Another instance where this constraint appears to be violated is in words like mil’tia, where the structure is best understood as mi(l’ti)Æa, the /i/ being linked to both the final mora in the foot and the onset of the last syllable. A likely explanation for the failure of the preceding /i/ to lengthen is that the mora, to escape the segment that projected it, requires any segment it associates to to have higher sonority than the projecting segment. This might be understood as a constraint aligning moras to the feature [+low] when possible:87


(5.36) m->[+low] NI(Foot: m, [+low], Seg)
Preventing a mass migration of moras to segments like /a/ at the expense of all other moraic segments would be faithfulness constraints ensuring that each segment has a subsyllabic constituent to correspond to, for example the constraint Moraic Coherence (5.17). The vowel /i/, however, cannot draw off the mora, since it is of the same sonority as the foot-final /i/ offering the additional mora. The same would be true of any moraic consonant found in a closed syllable preceding the /i/. Thus, only vowels containing the feature [+low], in open syllables within the same foot can undergo this type of compensatory lengthening:88
(5.37a)

/palati-al/

Onset

NonFin

StemFtR

NoOrph

Lapse-s

m/low

m-Coh

*Multi-Link

+ pam(la³mm)-tÆaml










*

ssssss




pltil




pam(l‡mtim)-Æaml










*

ssssss

!m

pltl

*

(p‡mlam)(tim-Æaml)







!*







m

pltl

*

(pˆmlam)(t’m-Æaml)




!*

*







m

pltl

*

(5.37b)

/militi-a/

Onset

NonFin

StemFtR

NoOrph

Lapse-s

m/low

m-Coh

*Multi-Link

+ mim(l’mtim)-Æam










*

ssssss

mmm

mlt

*

mim(l’mtim)-am

!*







*

ssssss

mmm

mlt




mim(l´mm)-tÆam










*

ssssss

mmm

!mlti




(m’mlim)(tim-Æam)







!*







mmm

mlt

*

(m“mlim)(t’m-Æam)




!*

*







mmm

mlt

*

For cases where the /i/ is not foot-final, the superordinate constraints governing foot placement override these constraints:


(5.38)

/maniac-al/

Onset

NonFin

StemFtR

NoOrph

Lapse-s

m/low

m-Coh

*Multi-Link

+ mam(n’mÆam)c aml










*

ssssss

m

mncl

*

(ma³mm)(nÆamc aml)







!*










mnicl




mam(n’mam)c aml

!*







*

ssssss

m

mncl




(m‡mnim)(Æamc aml)







!*







m

mncl

*

(mˆmnim)(Ƈmc aml)




!*

*







m

mncl

*

Thus the only instance in which CiV lengthening can take place is when a stressed open syllable with a low or mid vowel is followed by the weak member of the foot, a syllable with the nucleus /i/. If the head syllable of the foot is closed, no candidate expanded with the /i/’s mora will succeed. The phenomenon of CiV lengthening also gives further evidence for the gemination proposed in ¤ 3.3.2, as words with such geminates, e.g., rem’ssion, pot‡ssium, fail to show CiV lengthening, which is best explained by regarding the head syllable as closed and already bimoraic due to the geminate, i.e., (m’s),(t‡s).

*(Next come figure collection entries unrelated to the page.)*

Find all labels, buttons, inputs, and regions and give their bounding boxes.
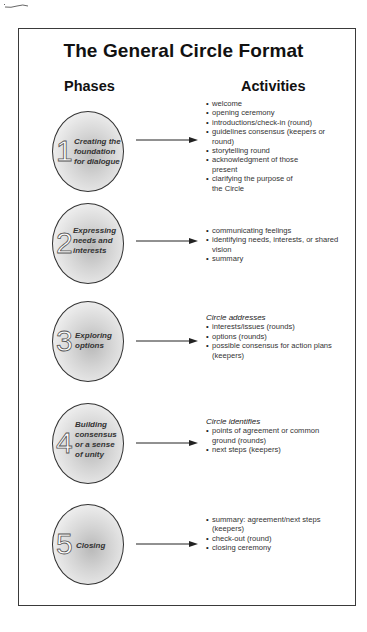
phase-label: Building consensus or a sense of unity	[75, 420, 117, 460]
activity-item: acknowledgment of those present	[206, 155, 312, 174]
activity-item: opening ceremony	[206, 108, 351, 117]
phase-2-circle: 2 Expressing needs and interests	[52, 203, 124, 284]
phase-1-circle: 1 Creating the foundation for dialogue	[52, 111, 124, 192]
arrow-icon	[136, 540, 198, 548]
diagram-title: The General Circle Format	[0, 40, 367, 62]
activity-lead: Circle identifies	[206, 417, 351, 426]
activity-lead: Circle addresses	[206, 313, 351, 322]
arrow-icon	[136, 136, 198, 144]
activity-item: possible consensus for action plans (kee…	[206, 341, 336, 360]
activity-item: options (rounds)	[206, 332, 351, 341]
phase-number: 5	[56, 529, 73, 559]
phase-number: 4	[56, 428, 73, 458]
activity-item: interests/issues (rounds)	[206, 322, 351, 331]
phase-4-activities: Circle identifies points of agreement or…	[206, 417, 351, 455]
activity-item: summary	[206, 254, 351, 263]
phase-4-circle: 4 Building consensus or a sense of unity	[52, 403, 124, 484]
decorative-scribble	[3, 2, 29, 9]
activity-item: check-out (round)	[206, 534, 351, 543]
activity-item: introductions/check-in (round)	[206, 118, 351, 127]
phase-number: 2	[56, 228, 73, 258]
arrow-icon	[136, 237, 198, 245]
phase-label: Creating the foundation for dialogue	[74, 137, 121, 167]
arrow-icon	[136, 439, 198, 447]
phase-label: Exploring options	[75, 331, 112, 351]
phases-heading: Phases	[64, 78, 115, 94]
phase-2-activities: communicating feelings identifying needs…	[206, 226, 351, 264]
activity-item: identifying needs, interests, or shared …	[206, 235, 340, 254]
activity-item: next steps (keepers)	[206, 445, 351, 454]
arrow-icon	[136, 337, 198, 345]
activity-item: points of agreement or common ground (ro…	[206, 426, 342, 445]
phase-3-activities: Circle addresses interests/issues (round…	[206, 313, 351, 360]
phase-label: Expressing needs and interests	[73, 226, 116, 256]
phase-5-circle: 5 Closing	[52, 504, 124, 585]
phase-number: 1	[56, 136, 73, 166]
activity-item: storytelling round	[206, 146, 351, 155]
activity-item: guidelines consensus (keepers or round)	[206, 127, 334, 146]
phase-label: Closing	[76, 541, 105, 551]
activity-item: clarifying the purpose of the Circle	[206, 174, 302, 193]
phase-5-activities: summary: agreement/next steps (keepers) …	[206, 515, 351, 553]
activity-item: summary: agreement/next steps (keepers)	[206, 515, 340, 534]
activities-heading: Activities	[241, 78, 305, 94]
activity-item: communicating feelings	[206, 226, 351, 235]
activity-item: closing ceremony	[206, 543, 351, 552]
phase-1-activities: welcome opening ceremony introductions/c…	[206, 99, 351, 193]
phase-number: 3	[56, 326, 73, 356]
phase-3-circle: 3 Exploring options	[52, 301, 124, 382]
activity-item: welcome	[206, 99, 351, 108]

It might be asked why /u/ does not cause a similar lengthening, for example in words like gr‡dual, c‡sual, cont’nual. However, the segment /u/ in such cases is not simply the vocalic correspondent of the glide /·/, but rather shows a complex features set which includes palatal and velar elements. The palatal element often surfaces in the onset of /u/’s syllable, as in the words above. Both the palatal and velar features are evidently not able to align to a given subsyllabic at the same time, hence this /u/ cannot simply join to an onset and give up its mora in the way the simpler /i/ can. For such cases, the round and velar features of /u/, on the right edge of the segment, can act as the onset of the following syllable, while the palatal features on the left edge can act as the onset of the /u/ syllable itself, the mora still remaining within the foot. In this sense, /u/ is always multiply linked to mora and margin constituents.